Design & Innovation Methods

There are many design and innovation methodologies one can consider for use during a product's initial design and overall lifecycle. Mastery of even a single innovation methodology can add substantial value to an engineering organization's team, its communities of practice, and ultimately unlock hidden value in a company's intellectual property portfolio. Any innovation or design methodology has its own strengths and weaknesses.


This short list describes of some of the more popular innovation methods in use at many product design firms and process manufacturing organizations.


  • Axiomatic design – This systems-level design methodology transforms customer needs into design parameters, functional requirements and process variables via matrix analyses. The two axioms at the center of the methodology are: 1. Maintain the independence of the functional requirements. 2. Minimize the information content of the design.

  • De Bono – Named for the author of “Six Thinking Hats,” Edward de Bono. The De Bono method espouses the idea of parallel thinking, and asks the practioner to imagine that six thinking hats with different colors. Each hat represents different considerations: Managing, information, emotions, discernment (or logic), optimistic response and creativity.

  • Kansei – Developed by Dr. Mitsuo Namagachi of Hiroshima University, the methodology studies a customer’s emotional responses to a product or service, with the aim of producing the intended feeling in other customers.

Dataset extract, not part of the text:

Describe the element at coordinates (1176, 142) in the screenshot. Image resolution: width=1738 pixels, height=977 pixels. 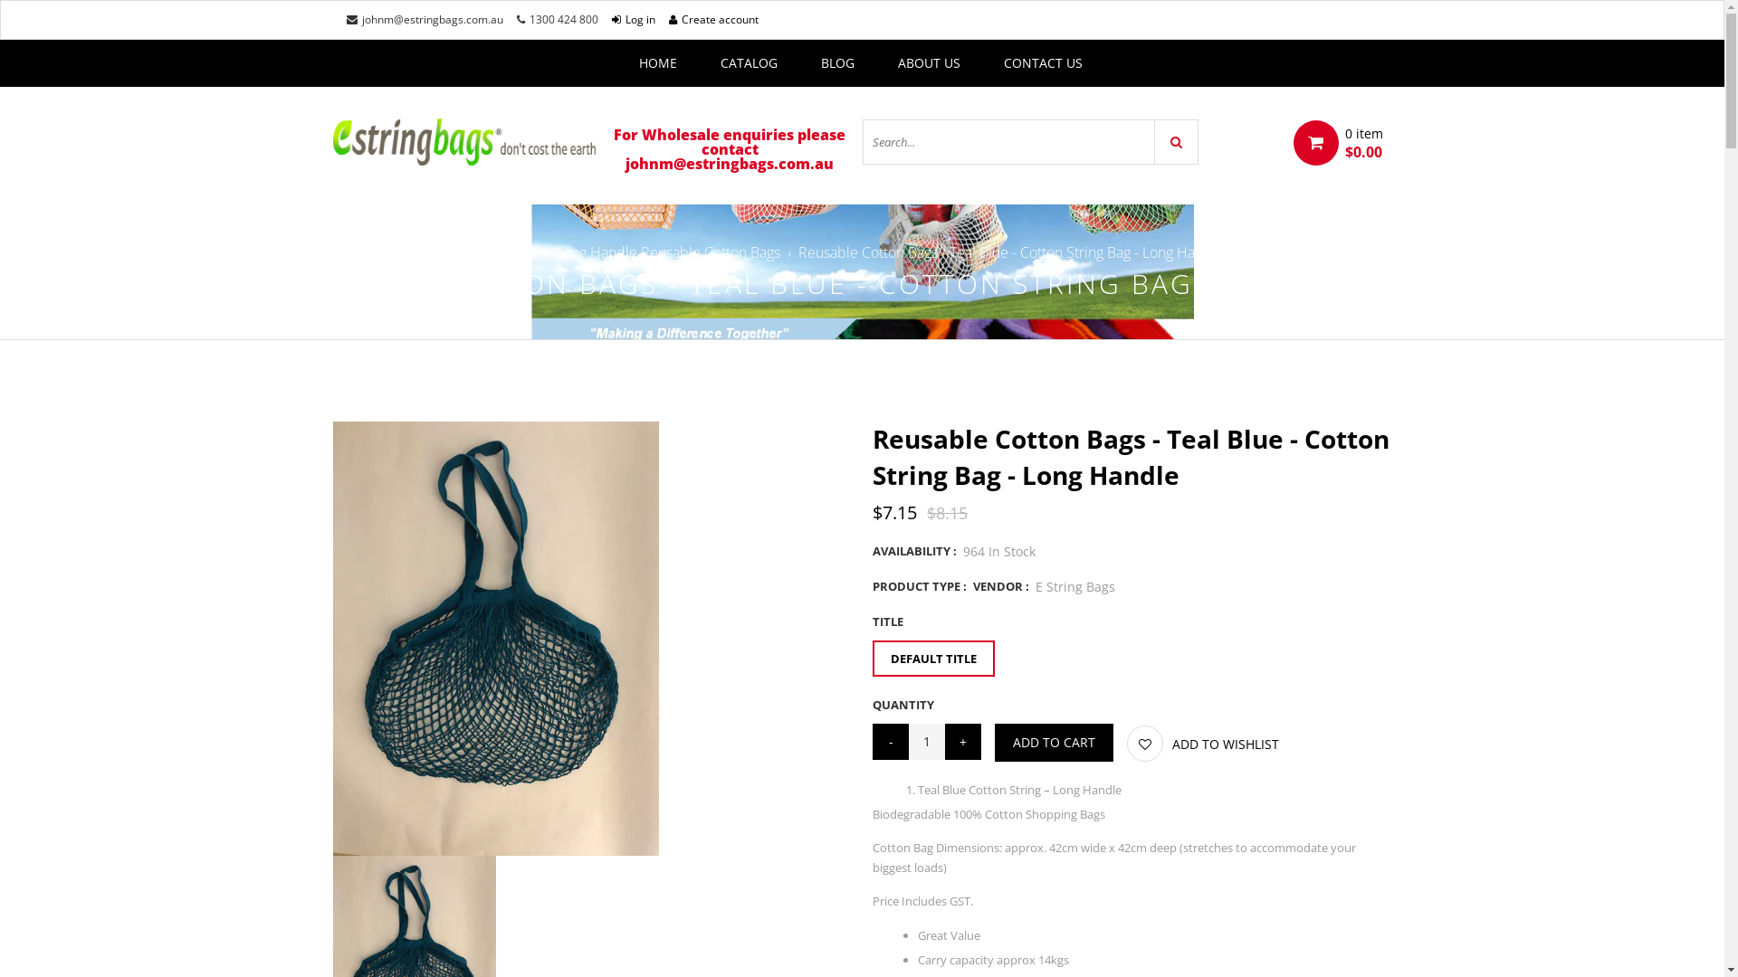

The methodology is also known as affective or emotional engineering.

  • Neuro-linguistic programming (NLP) – In product design, NLP techniques are thought to help engineers enter into states of excellence where they will overcome their own "psychological inertia". The NLP methodology has roots in the human potential movement of the 1970s and posits that behavior based on experiences (the “programming”) can be identified and changed.

  • Quality function deployment (QFD) – Developed by Dr. Yoji Akao in 1966, QFD emphasizes incorporating customer needs (“the voice of the customer”) into engineering characteristics (and the resulting test methods) for a product or service. QFD has some relation to management by objectives (also known as management by results), which has been used by Hewlett-Packard and other companies with some revisions.

  • Six Sigma – This methodology for process improvement was originally developed at Motorola in the 1980's and embraced by General Electric under former CEO Jack Welch. The goal of a Six Sigma process is to insure manufactured products are statistically 99.99966 percent defect-free. Six Sigma incorporates quality management and statistical methods.

  • Theory of Constraints (TOC) – Eli Goldratt theorized that all systems have constraints, the reduction of which will improve the productivity of an organization. TOC features five focusing steps for increasing throughput and identifies typical constraints for an organization, such as equipment, personnel, and policies.

  • TRIZ – Created in 1946 by Soviet engineer Genrich Altshuller, TRIZ is a collection of systematic approaches for analyzing product challenges, and offers algorithmic tools to discover inventive solutions which maximize “ideality”. The name is an abbreviation of the Russian name “Teoriya Resheniya Izobretatelskikh Zadatch”, and translates as “the theory of inventive problem solving.

  • Value Engineering – General Electric initiated the Value Engineering method during the Second World War, when producing airplanes, tanks and weaponry was constrained by available components, raw materials, and skilled personnel. The methodology is a systematic method for determining the value of a product or service, expressing value as a ratio of function, problems and cost.